By design, Secout utilizes the distributed platform provided by Dask. You could deploy Dask on your local machine or on a distributed cluster.
Deploy on Local Machine¶
It is quite easy to use Dask on local machine.
from dask.distributed import Client
client = Client() # start a new client that uses local client
The detailed documentation for Dask client could be found here
Deploy on Distributed cluster¶
Here we are showing a way of deploying a Dask cluster with 1 scheduler node, 3 worker node, and 1 jupyter notebook node on Google Cloud Platform (GCP). We use the Active Cloud Shell provided in the GCP Console Workspace.
Start a Kubernetes Cluster from Kubernetes Engine. Tweak the options if you want.
Use the graphical interface provided of GCP Kubenetes Engine
- Use the gcloud command-line tool.
gcloud container clusters create MY_KUBERNETES_CLUSTER \ --enable-cloud-logging \ --enable-cloud-monitoring \ --subnetwork default --num-nodes 5
You must also obtain the credentials to the cluster you just created.
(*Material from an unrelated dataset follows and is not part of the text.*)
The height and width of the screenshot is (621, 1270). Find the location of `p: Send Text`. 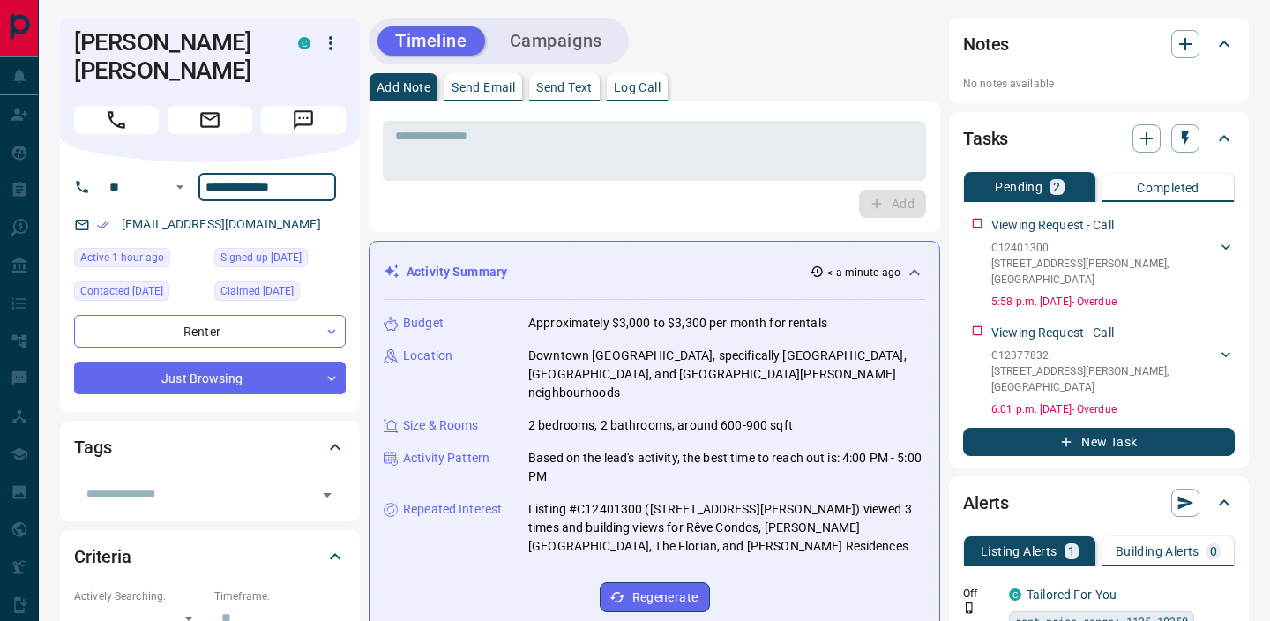

p: Send Text is located at coordinates (565, 87).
# obtain the cluster credentials so that you could operate with kubectl and helm gcloud container clusters get-credentials MY_KUBERNETES_CLUSTER
Setting up helm with your cluster.
# add a service account within a namespace to segregate tiller kubectl --namespace kube-system create sa tiller # create a cluster role binding for tiller kubectl create clusterrolebinding tiller \ --clusterrole cluster-admin \ --serviceaccount=kube-system:tiller echo "initialize helm" # initialized helm within the tiller service account helm init --service-account tiller # updates the repos for Helm repo integration helm repo update
Install dask using helm.
You could install at default setting by
helm install stable/dask
This will create a dask compute cluster that contains 1 scheduler, 3 worker, and 1 jupyter notebook.